Avoid auto-playing videos with sound. Many visitors find that intrusive, especially on mobile or in a public setting.
Watch the Page Speed Cost
Videos can be heavy. Embedded players, scripts, thumbnails, and tracking code can slow a page.
Use video carefully near the top of the page. If the main reason people visit is to watch the video, it may belong near the top. If the video supports the written content, place it lower and avoid loading heavy players before they are needed.
For several videos on one page, ask whether each one earns its place. A focused page with one strong video often works better than a page crowded with embeds.
Tech Help Canada’s article on website page speed for SEO can help you connect media choices to performance.
Common Image and Video Mistakes
Huge files are one of the easiest mistakes to fix. Resize and compress media before relying on the website to handle it.
Generic images are another common issue. If several pages use the same stock image, the media stops adding value. Use visuals that match the page’s topic.
Keyword-stuffed alt text can hurt readability and accessibility. Alt text should describe the image, not repeat the target phrase.

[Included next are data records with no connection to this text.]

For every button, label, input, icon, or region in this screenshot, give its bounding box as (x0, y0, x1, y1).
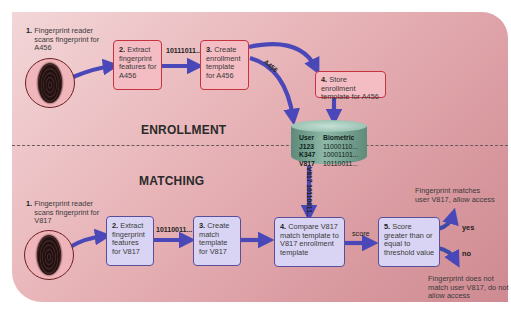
enroll-features-data: 10111011... (166, 47, 202, 54)
step-text: Score greater than or equal to threshold… (384, 222, 434, 257)
retrieved-template-label: V817 10110011... (306, 167, 313, 218)
match-step2-box: 2. Extract fingerprint features for V817 (106, 216, 154, 266)
enrollment-heading: ENROLLMENT (141, 123, 226, 137)
user-id: J123 (299, 143, 323, 152)
step-text: Compare V817 match template to V817 enro… (280, 222, 339, 257)
match-step3-box: 3. Create match template for V817 (193, 216, 241, 266)
yes-label: yes (462, 224, 474, 233)
header-user: User (299, 134, 323, 143)
step-number: 1. (26, 26, 32, 35)
no-outcome-text: Fingerprint does not match user V817, do… (428, 275, 510, 301)
biometric-value: 10001101... (323, 151, 358, 160)
database-header-row: User Biometric (299, 134, 358, 143)
matching-heading: MATCHING (139, 174, 204, 188)
match-step1-label: 1. Fingerprint reader scans fingerprint … (26, 200, 102, 226)
match-features-data: 10110011... (156, 226, 192, 233)
yes-outcome-text: Fingerprint matches user V817, allow acc… (415, 187, 495, 204)
step-text: Fingerprint reader scans fingerprint for… (34, 27, 102, 53)
step-text: Store enrollment template for A456 (321, 75, 379, 101)
biometric-value: 11000110... (323, 143, 358, 152)
match-step5-box: 5. Score greater than or equal to thresh… (378, 217, 440, 267)
enroll-step1-label: 1. Fingerprint reader scans fingerprint … (26, 27, 102, 53)
match-step4-box: 4. Compare V817 match template to V817 e… (274, 217, 345, 267)
biometric-database: User Biometric J123 11000110... K347 100… (291, 120, 367, 170)
score-label: score (352, 230, 370, 239)
enroll-step2-box: 2. Extract fingerprint features for A456 (113, 40, 162, 90)
step-text: Fingerprint reader scans fingerprint for… (34, 200, 102, 226)
no-label: no (462, 250, 471, 259)
step-text: Extract fingerprint features for A456 (119, 45, 156, 80)
database-table: User Biometric J123 11000110... K347 100… (299, 134, 358, 168)
header-biometric: Biometric (323, 134, 354, 143)
step-text: Create enrollment template for A456 (206, 45, 241, 80)
database-row: J123 11000110... (299, 143, 358, 152)
biometric-value: 10110011... (323, 160, 358, 169)
database-row: K347 10001101... (299, 151, 358, 160)
user-id: K347 (299, 151, 323, 160)
database-cylinder-top (291, 120, 367, 132)
step-number: 1. (26, 199, 32, 208)
fingerprint-icon-v817 (24, 230, 74, 280)
enroll-step4-box: 4. Store enrollment template for A456 (315, 71, 386, 98)
enroll-step3-box: 3. Create enrollment template for A456 (200, 40, 249, 90)
fingerprint-icon-a456 (25, 58, 75, 108)
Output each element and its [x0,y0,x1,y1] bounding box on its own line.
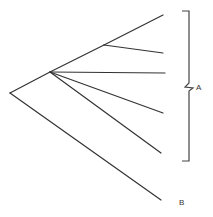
tree-branch [10,72,50,93]
tree-branch [50,45,104,72]
phylogenetic-tree: A B [0,0,213,217]
tree-branch [50,72,165,73]
label-a: A [196,83,202,92]
tree-branch [50,72,163,113]
tree-edges [10,15,165,200]
group-a-bracket [182,11,193,161]
tree-branch [50,72,161,153]
tree-branch [104,15,163,45]
tree-branch [10,93,161,200]
label-b: B [179,198,184,207]
tree-branch [104,45,163,53]
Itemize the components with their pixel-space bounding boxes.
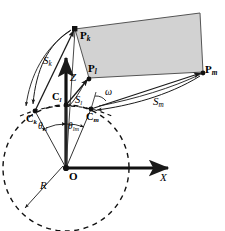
point-marker-cl (64, 103, 69, 108)
label-angle-theta-kl: θkl (38, 122, 47, 132)
label-radius-r: R (40, 180, 47, 191)
sk-leader-arc-2 (26, 31, 70, 106)
ray-origin-to-ck (35, 111, 66, 168)
theta-kl-arc (46, 124, 66, 128)
label-distance-sm: Sm (153, 96, 164, 109)
label-point-cm: Cm (86, 112, 99, 124)
label-angle-theta-lm: θlm (68, 122, 79, 132)
point-marker-pl (87, 77, 92, 82)
label-angle-omega: ω (105, 87, 112, 97)
label-point-pl: Pl (88, 63, 97, 76)
label-point-ck: Ck (26, 114, 37, 126)
label-axis-x: X (160, 172, 167, 183)
label-point-pk: Pk (80, 30, 90, 43)
label-axis-z: Z (70, 72, 76, 83)
label-point-pm: Pm (205, 64, 217, 77)
label-point-cl: Cl (52, 92, 62, 104)
omega-upper-ray (91, 92, 96, 109)
label-distance-sk: Sk (43, 55, 52, 68)
label-origin-o: O (69, 171, 78, 182)
point-marker-pk (72, 26, 77, 31)
label-distance-sl: Sl (75, 95, 82, 107)
geometry-figure: Pk Pl Pm Ck Cl Cm Sk Sl Sm R θkl θlm ω Z… (0, 0, 225, 231)
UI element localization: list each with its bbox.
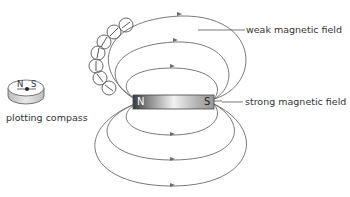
magnet-south-label: S bbox=[204, 96, 210, 107]
compass-south-label: S bbox=[31, 79, 36, 89]
strong-field-label: strong magnetic field bbox=[245, 96, 346, 107]
bar-magnet bbox=[133, 95, 214, 109]
compass-caption: plotting compass bbox=[6, 112, 88, 123]
plotting-compass bbox=[8, 80, 44, 104]
magnet-north-label: N bbox=[137, 96, 144, 107]
field-line-outer-top bbox=[108, 16, 246, 99]
compass-north-label: N bbox=[17, 79, 23, 89]
weak-field-label: weak magnetic field bbox=[246, 24, 342, 35]
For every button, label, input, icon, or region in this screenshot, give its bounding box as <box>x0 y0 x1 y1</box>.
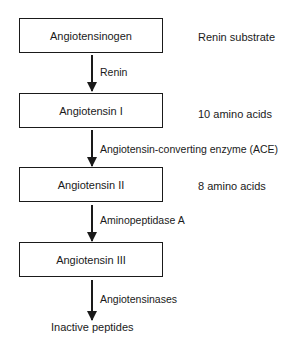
node-label: Angiotensinogen <box>50 30 132 42</box>
arrow-down-icon <box>91 55 93 91</box>
edge-label-angiotensinases: Angiotensinases <box>100 293 177 306</box>
arrow-down-icon <box>91 130 93 166</box>
node-label: Angiotensin III <box>56 254 126 266</box>
node-label: Angiotensin I <box>59 105 123 117</box>
node-angiotensin-ii: Angiotensin II <box>19 167 163 202</box>
node-angiotensinogen: Angiotensinogen <box>19 18 163 53</box>
node-angiotensin-iii: Angiotensin III <box>19 242 163 277</box>
edge-label-renin: Renin <box>100 66 127 79</box>
annotation-renin-substrate: Renin substrate <box>198 31 275 44</box>
edge-label-ace: Angiotensin-converting enzyme (ACE) <box>100 143 278 156</box>
terminal-inactive-peptides: Inactive peptides <box>51 321 134 333</box>
edge-label-aminopeptidase-a: Aminopeptidase A <box>100 214 185 227</box>
annotation-10-amino-acids: 10 amino acids <box>198 108 272 121</box>
arrow-down-icon <box>91 280 93 320</box>
node-angiotensin-i: Angiotensin I <box>19 93 163 128</box>
node-label: Angiotensin II <box>58 179 125 191</box>
arrow-down-icon <box>91 205 93 241</box>
annotation-8-amino-acids: 8 amino acids <box>198 180 266 193</box>
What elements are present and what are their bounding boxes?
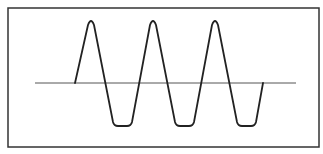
clipped-waveform bbox=[75, 21, 263, 126]
diagram-frame bbox=[8, 8, 319, 147]
waveform-diagram bbox=[0, 0, 323, 154]
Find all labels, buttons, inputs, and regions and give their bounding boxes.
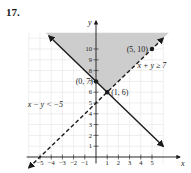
x-tick-label: 3	[128, 159, 131, 166]
x-tick-label: 2	[117, 159, 120, 166]
y-tick-label: 8	[89, 67, 92, 74]
x-tick-label: −1	[81, 159, 88, 166]
x-tick-label: −3	[59, 159, 66, 166]
y-tick-label: 3	[89, 121, 92, 128]
point-1-6	[105, 90, 109, 94]
y-tick-label: 2	[89, 132, 92, 139]
x-tick-label: 4	[139, 159, 143, 166]
x-tick-label: −2	[70, 159, 77, 166]
x-tick-label: −4	[48, 159, 56, 166]
point-label-1-6: (1, 6)	[111, 88, 129, 97]
x-axis-label: x	[180, 159, 185, 168]
annotation-x-minus-y-lt-neg-5: x − y < −5	[27, 100, 63, 109]
point-label-5-10: (5, 10)	[127, 45, 149, 54]
x-tick-label: 5	[150, 159, 153, 166]
annotation-x-plus-y-ge-7: x + y ≥ 7	[136, 61, 167, 70]
point-label-0-7: (0, 7)	[76, 77, 94, 86]
x-tick-label: 1	[106, 159, 109, 166]
inequality-graph: −5−4−3−2−11234512345678910xy(5, 10)(0, 7…	[0, 0, 191, 173]
y-tick-label: 9	[89, 56, 92, 63]
x-tick-label: −5	[37, 159, 44, 166]
y-tick-label: 1	[89, 142, 92, 149]
point-5-10	[150, 47, 154, 51]
y-tick-label: 5	[89, 99, 92, 106]
y-axis-label: y	[87, 18, 92, 27]
point-0-7	[94, 79, 98, 83]
y-tick-label: 10	[86, 45, 93, 52]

Media can also fail when it is hidden from crawlers or visitors. If meaningful content only appears after a user action or behind a script that search engines cannot process well, it may not support the page as intended.
Finally, avoid letting media push the main answer too far down. If a visitor needs a quick answer, do not make them scroll past a large decorative image or unrelated video before reaching it.
Practical Next Steps
Pick one page that already gets traffic or supports a business goal. Review every image and video on that page.
Ask whether each media item helps the visitor, matches the page, has useful text support, loads efficiently, and appears near the right explanation. Then fix the biggest issues first. Compress oversized images, improve weak alt text, remove media that does not help, add captions where they clarify the image, and support substantial videos with summaries or transcripts.
Images and videos should make a page more useful, not heavier or more confusing. Use them to explain, prove, demonstrate, and support the next step.
You can keep building your on-page SEO skills with Tech Help Canada’s free SEO training.